Following the 1960 Declaration on the Granting of Independence to Colonial Countries and Peoples, the United Nations General Assembly established the UN Special Committee on Decolonisation (Committee of 24 or C-24). The C-24 would examine the list of Non-Self-Governing Territories (NSGT) to which the 1960 Declaration is applicable, meet representatives from NSGTs and dispatch visiting missions. The drive for the 1960 Declaration had been marked by solidarity between actors from South America, Africa, and South-East Asia, during which nationalist leaders and international advocates consolidated their different visions of world order and conceptions of sovereignty into a cohesive campaign at the UN. Once it was passed, the C-24, tasked with its applicability and implementation, became a site for discussion on the variegated visions which had been put aside during the campaign.

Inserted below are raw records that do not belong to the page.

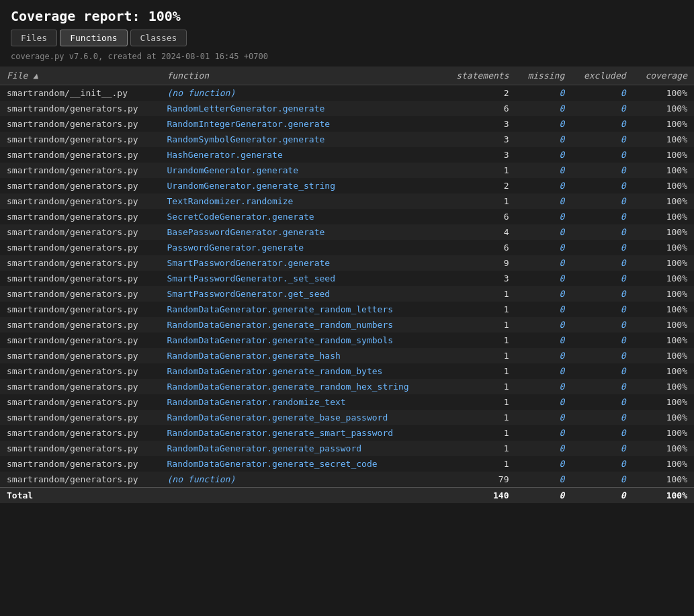 The image size is (694, 616). I want to click on col-header-file: File ▲, so click(81, 76). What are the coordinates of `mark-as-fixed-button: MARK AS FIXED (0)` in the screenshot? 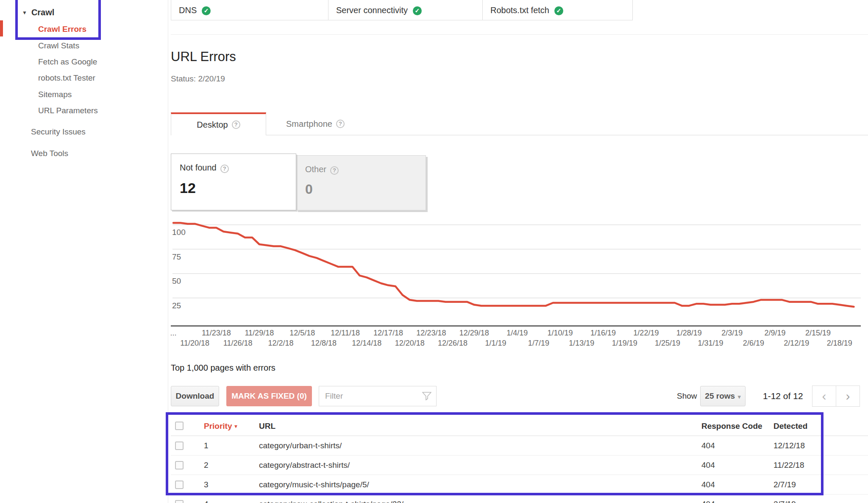 It's located at (269, 396).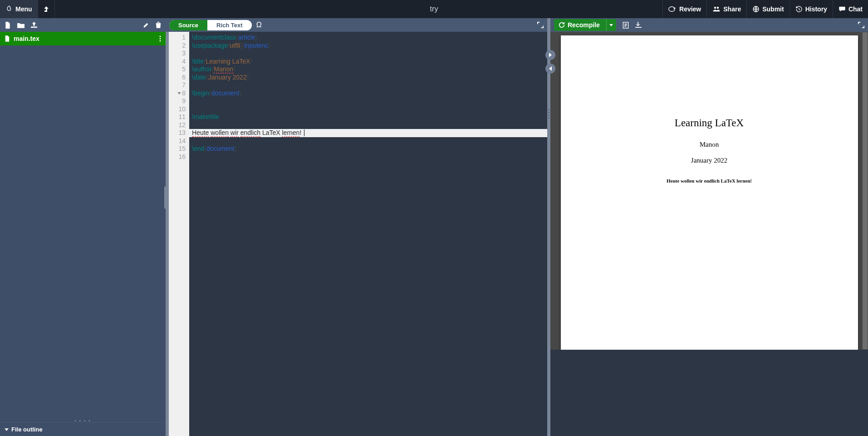 This screenshot has width=868, height=436. Describe the element at coordinates (9, 9) in the screenshot. I see `overleaf-icon` at that location.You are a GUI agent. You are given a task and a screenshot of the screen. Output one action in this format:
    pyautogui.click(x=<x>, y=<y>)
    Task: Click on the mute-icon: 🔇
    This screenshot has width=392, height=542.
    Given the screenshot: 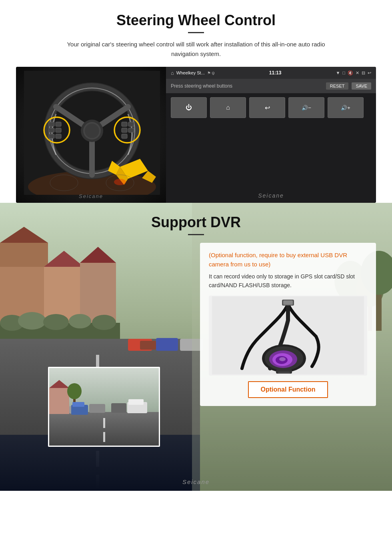 What is the action you would take?
    pyautogui.click(x=350, y=73)
    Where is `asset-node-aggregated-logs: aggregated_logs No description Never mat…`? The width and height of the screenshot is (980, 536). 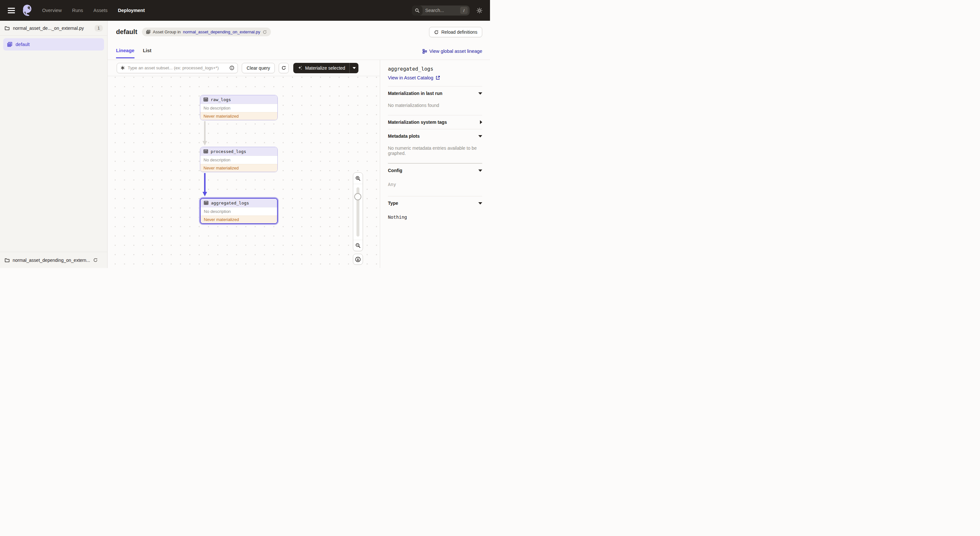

In this event, Alanna O’Malley (Leiden University) will examine how, through the C-24, disaggregated experiences of sovereignty were translated into different practices of managing self-determination. Implicit in these developments was a critique of the status quo, which has historically been cast as a binary North-South struggle. However, these debates had significant implications for territories remaining under colonial rule, for internal conflicts around self-determination, as well as the vast matrix of post-colonial relations. This paper will analyse how, between actors of the Global South, new political dynamics, power struggles, and ultimately hierarchies of inclusion and exclusion evolved. Siobhan Smith (EUI) will present on the case of Southern Rhodesia (Zimbabwe), as the Special Committee became the first formal UN space in which Southern Rhodesian anti-colonial petitioners had a voice. They deployed the NSGT label to challenge British and settler narratives and affirm the Zimbabwean ‘self’ in self-determination. Her paper emphasises the role of the C-24 beyond the UN headquarters, at the nexus of international and local politics of decolonisation.
Please register to get a seat or to receive the ZOOM link.